Duck diapers are available online, but it takes more than that to raise a duck, said Carol Chrysong, the 56-year-old founder of The Lucky Duck Rescue & Sanctuary in Los Angeles.
The sanctuary is home to 120 ducks, including a drake and two hens that Chrysong keeps as her pets. The cleanup is exhausting, she said.
The upsides to keeping a duck as a pet include their surprisingly doglike behavior, which has them greeting owners upon arrival (Muscovy ducks even wag their tails), learning tricks and being extremely loyal, she said.
The downside, though, is cleaning up after a diaperless duck that also likes to get into water and splash — then walk around, Chrysong said. An indoor duck would have to sit on a poop mat and sleep in a playpen full of shavings.
Chrysong added that ducks are in heat as many as 10 months out of the year, so “if you don’t want to have the sex talk with your child, don’t get a duck.”
Experts say that most ducklings sold at Easter are drakes, so parents hoping for fresh eggs are out of luck.
Coston discourages ducks as pets. They can live up to 20 years and more, she said, adding that it’s unlikely a child can take the duck to college.
Parents often assume they can set a duck free at a local pond once it outgrows its duckling stage, but “domestic ducks are not equipped to survive in the wild like their wild cousins,” she said.
They can’t fly, their colors don’t match the environment and they don’t know how to act in the wild, “so they fall prey to many wild animals, dogs and, sadly, even people,” she said.
In many cases, territorial ducks at a pond will kill newcomers.
Lydia Yasuda, a photographer from Diamond Bar, Calif., volunteers weekly at Lucky Duck after she took in her daughter’s duckling. He had followed the girl around at a lake, and “we thought he could grow up, and we could take him to the pond,” said Yasuda.

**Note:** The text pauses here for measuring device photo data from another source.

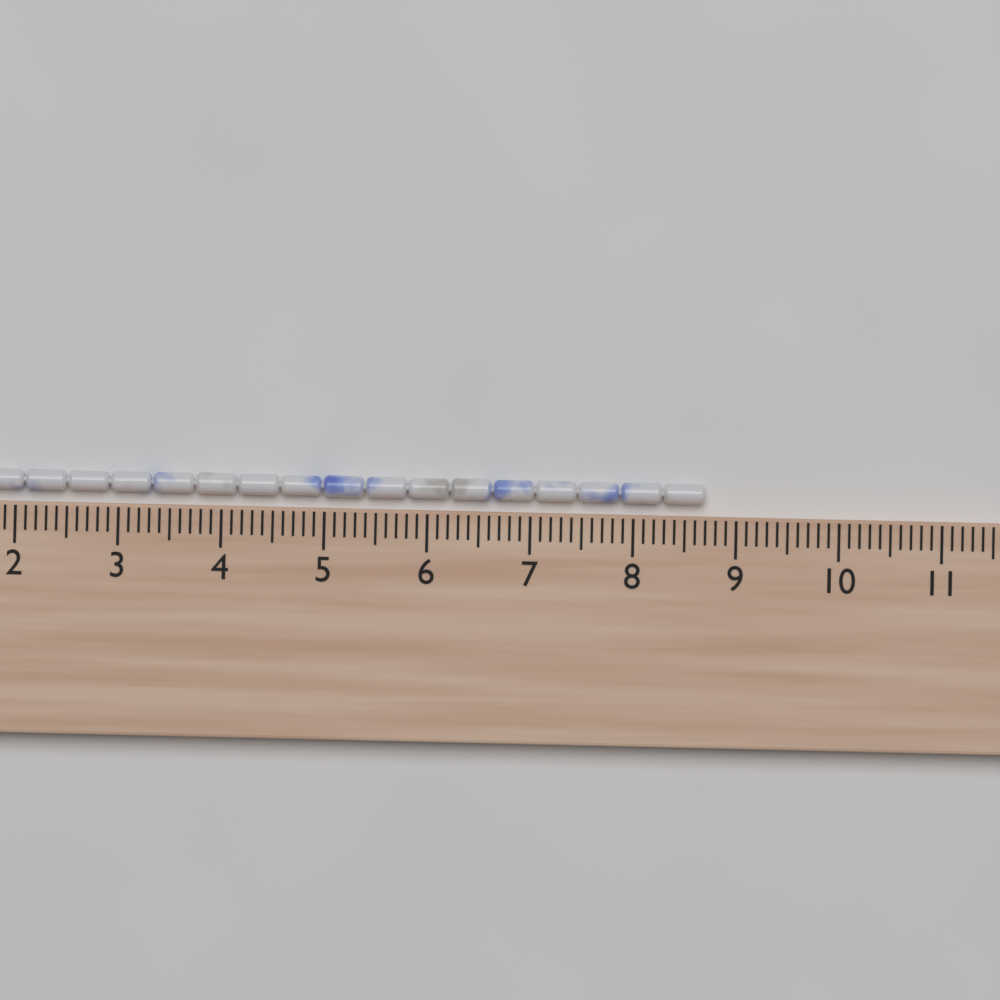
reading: 8.7 cm
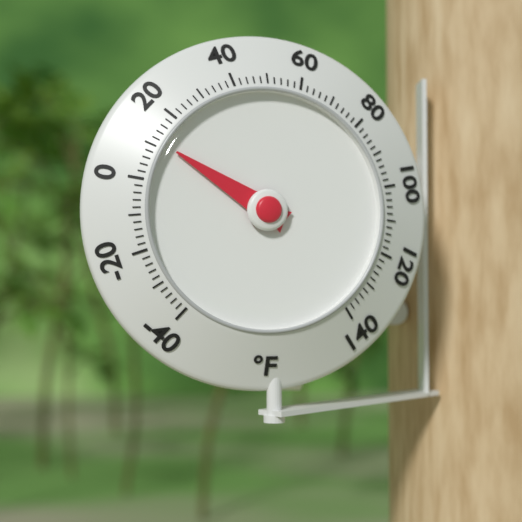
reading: 12 °F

Then, the Yasudas started to read about caring for ducks. They live in an apartment, so Benji went to the duck rescue.
Chrysong said she herself fell in love with ducks at age 8, when she and her sister received ducks as Easter gifts.
“Those two ducks followed us all over Inglewood. They would wait outside when we took them to the store,” she recalled.
When the ducks were 5, her parents released them at a pond, she said.
“It was devastating for me. They kept following us to the car. Eventually, my father said, ‘Let’s go,’ and we left them there in the parking lot. I never got over it. Now, I know what happens to them. That’s why I am so aggressive about the work we do,” Chrysong said.
Parents with children who want a duck for Easter should visit a pet store or zoo instead, she said.